Later the same year, Gamarra spoke at the Climate Summit (COP 20) in Lima. Soon after, Recidar won another Universidad del Pacifico competition.

“New doors opened at that stage,” he said. “Our network of contacts broadened.”

A man types on a laptop on top of a gray rectangular table, facing diagonally towards the back right corner of the photo. He has short dark hair and a thin beard, and is wearing a black jacket. In the back is another gray rectangular table, and a man and a woman, out of focus, sitting on black and brown couches while chatting. They are surrounded by wood paneled walls, and on one of them is a whiteboard covered in writing.

Recidar makes its home in a rented, 700-square-meter office. The office furniture is second hand, from corporate donations (Audrey Córdova / Believe.Earth)

In 2015, yet another competition win brought Gamarra to Incae Business School, in Nicaragua, where he met several prominent social entrepreneurs. One of them was Joaquín Leguía, director of the Peruvian nonprofit Asociación para la Niñez y el Medio Ambiente (Ania), the Association for Children and the Environment.

“I am lucky that I can count on him to help and answer my questions,” said Gamarra. “Leguia is my main role model nowadays, like a new father figure. My mother raised me. We received economic support, but I did not have a father who counseled me. Rather, I had a father who betrayed my mom.”

Gamarra’s most important support, though, comes from wife Liseth, he said.

“She is the one who believes in me,” said Gamarra.

A SHARED PASSION
Gamarra’s partner in Recidar, Luis Miguel Pazos, manages marketing and innovation. The two men share a conviction that they can change people’s lives. Now, their aim is to help the rest of their team devote themselves into the cause and to develop a plan to help the communities where their customers live.

They’re especially concerned about women.

“The main challenges the women face are, one, to get food every day and, two, to find a way to avoid being beaten by their husbands,” Gamarra said. “The environmental issue remains in the background in that scenario.

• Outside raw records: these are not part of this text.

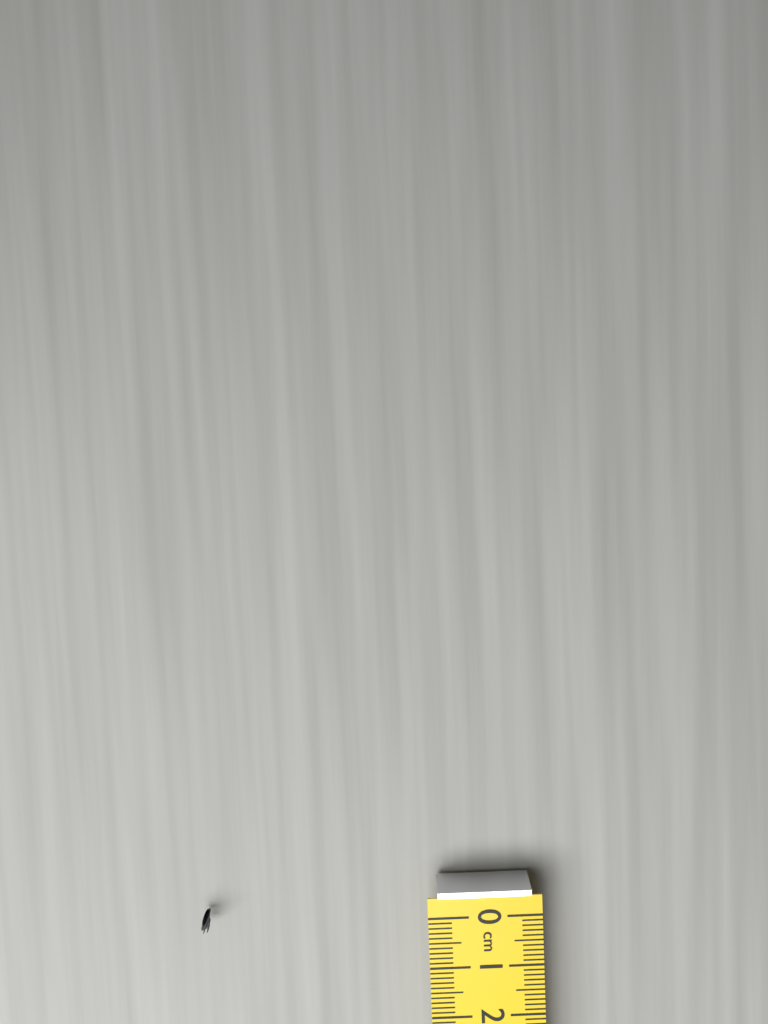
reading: 0.3 cm
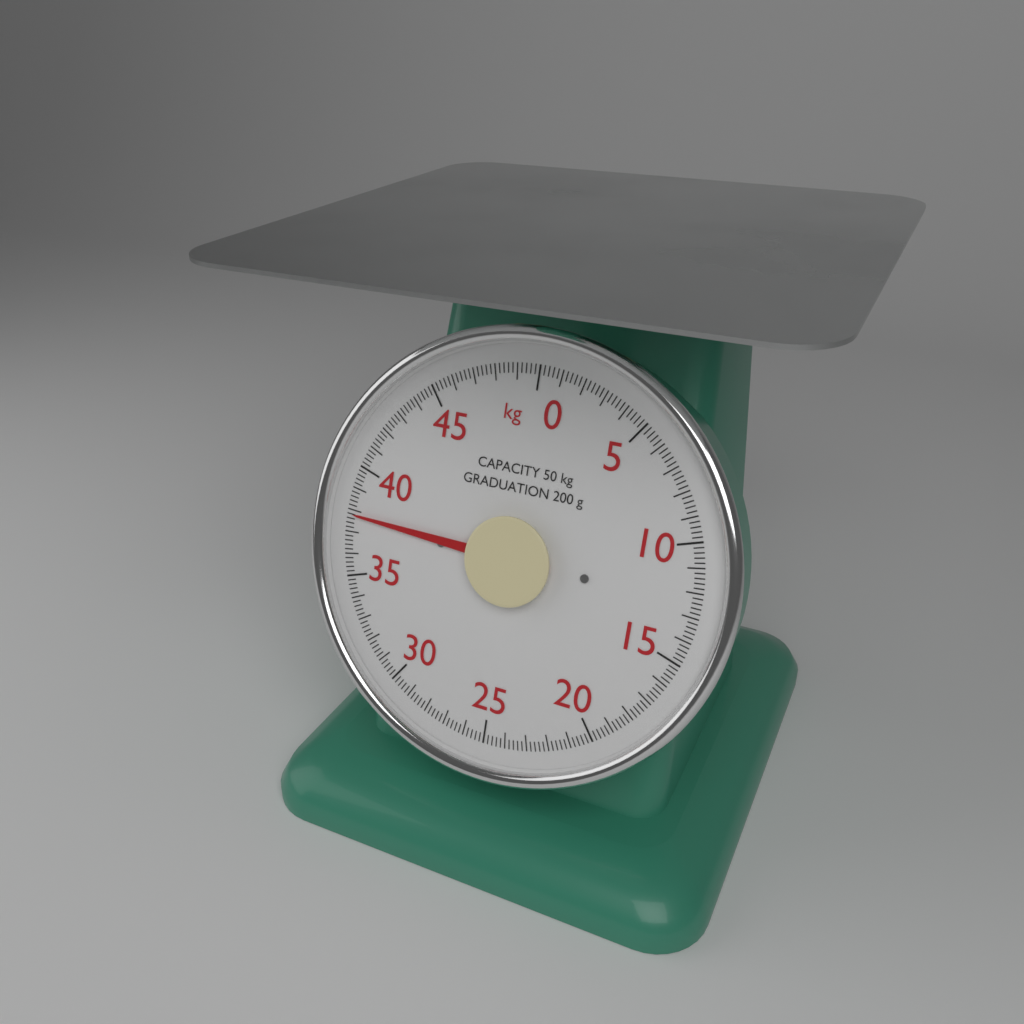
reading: 37.8 kg
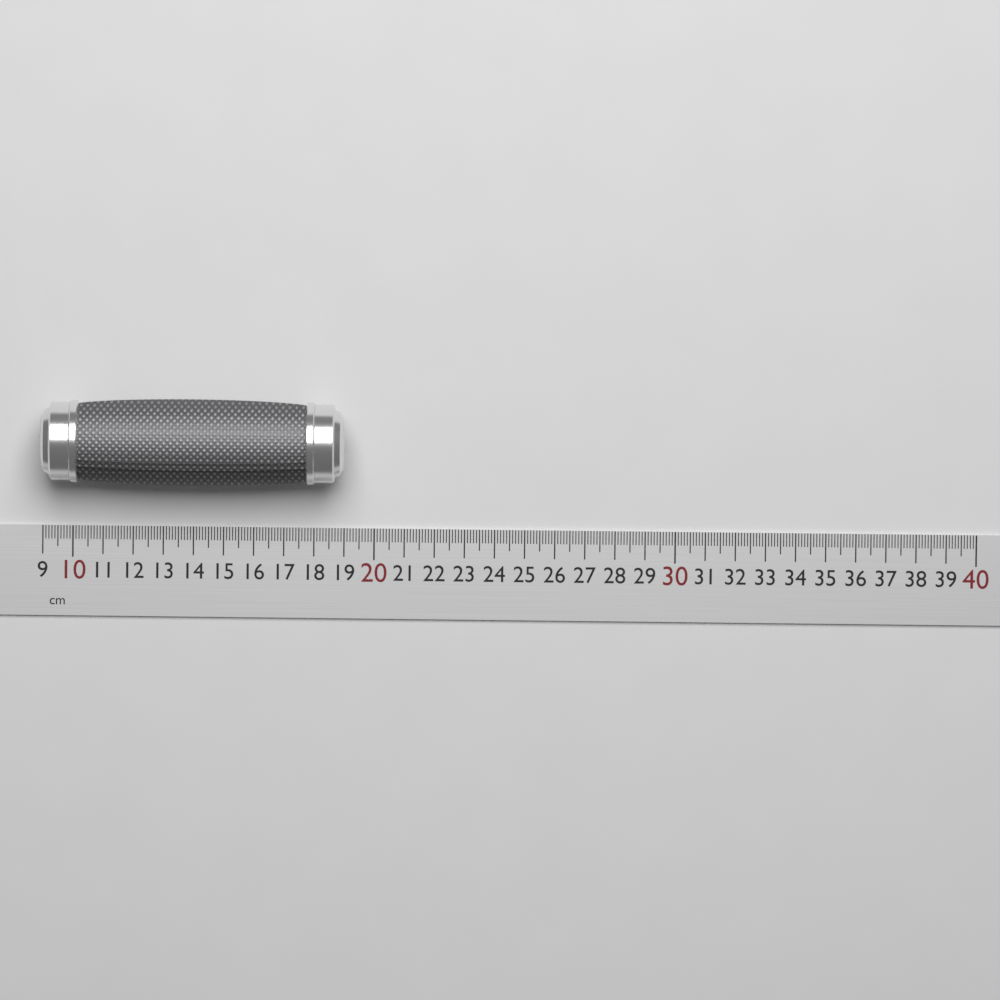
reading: 19.0 cm
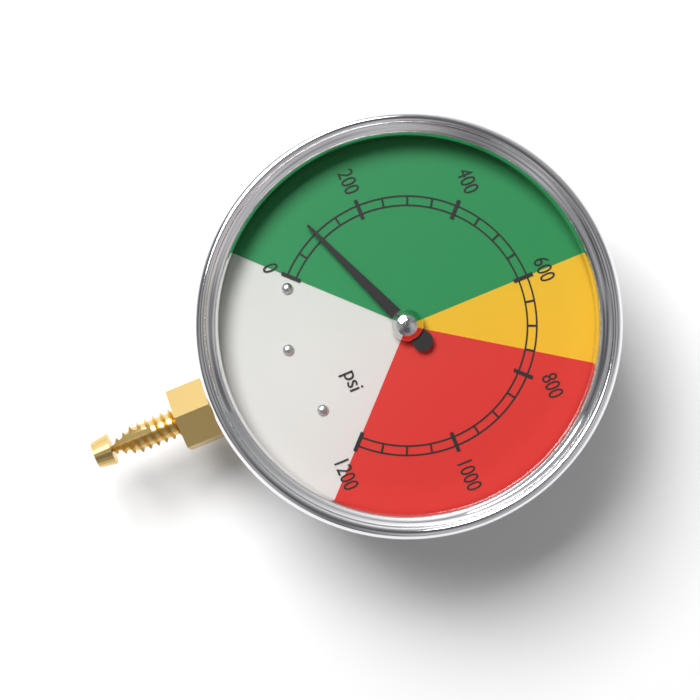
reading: 100 psi
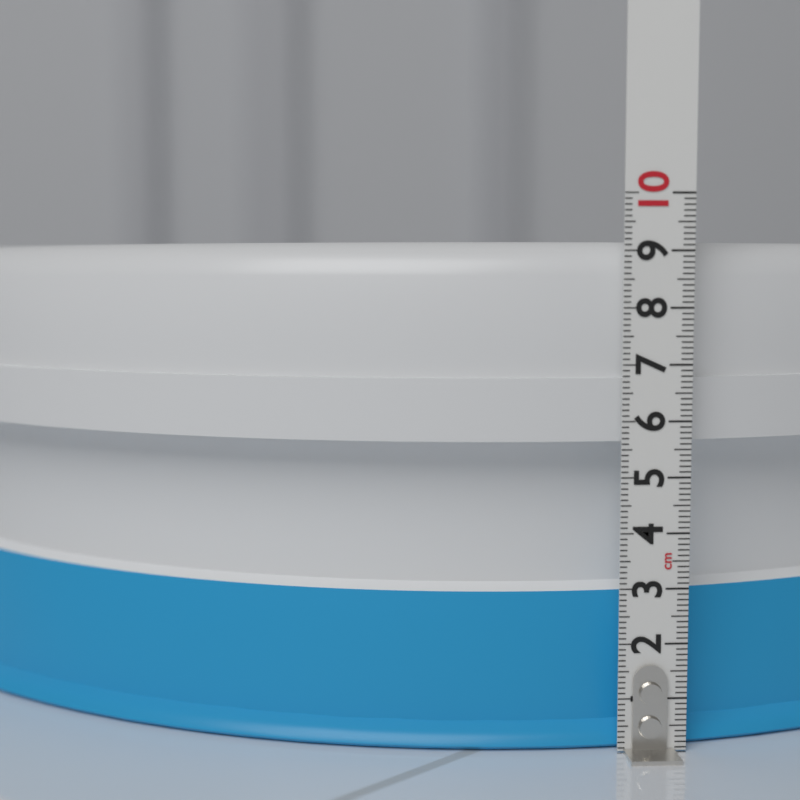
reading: 9.2 cm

That is why we used to say that we give access to products, but we have not yet made anything that breaks the poverty cycle and empowers women.”

Two men smile at the camera, their arms around each other. They both have brown skin, short, straight dark hair, and are wearing orange t-shirts with a green collar and the “Recidar” logo printed on the chest in black. The man on the left has a thin beard. Behind them are storage structures and a gray sky.

Gamarra (right) with Luis Miguel Pazos, his partner in Recidar (Audrey Córdova / Believe.Earth)

More than 30,000 families have donated to or bought products from Recidar, and the company has 30 other businesses as partners.

“We try to make our customers feel that they are not recipients of assistentialism. We’re not interested in assistentialism,” Pazos, who recently completed a master’s degree in social innovation at Amani Institute in Kenya, told Believe.Earth, referring to the practice of offering never-ending handouts to poor people, often contrasted with efforts to empower them.

“All of Recidar’s salespeople wear uniforms. We instruct them to be warm and gentle and to mind their appearance. We have a customer service protocol. We try to keep a nice store, a tidy store, because we want to sell dignity—and that starts with the way we present the products and the shopping experience.”

Gamerra and Pazos want to inspire more and more young people to choose the path of the social entrepreneurship and to act as social change agents in the businesses where they work and in the neighborhood they live.

“That’s how we build the country we dream of, the country we deserve,” said Pazos, “by becoming the change we want to see in the world.”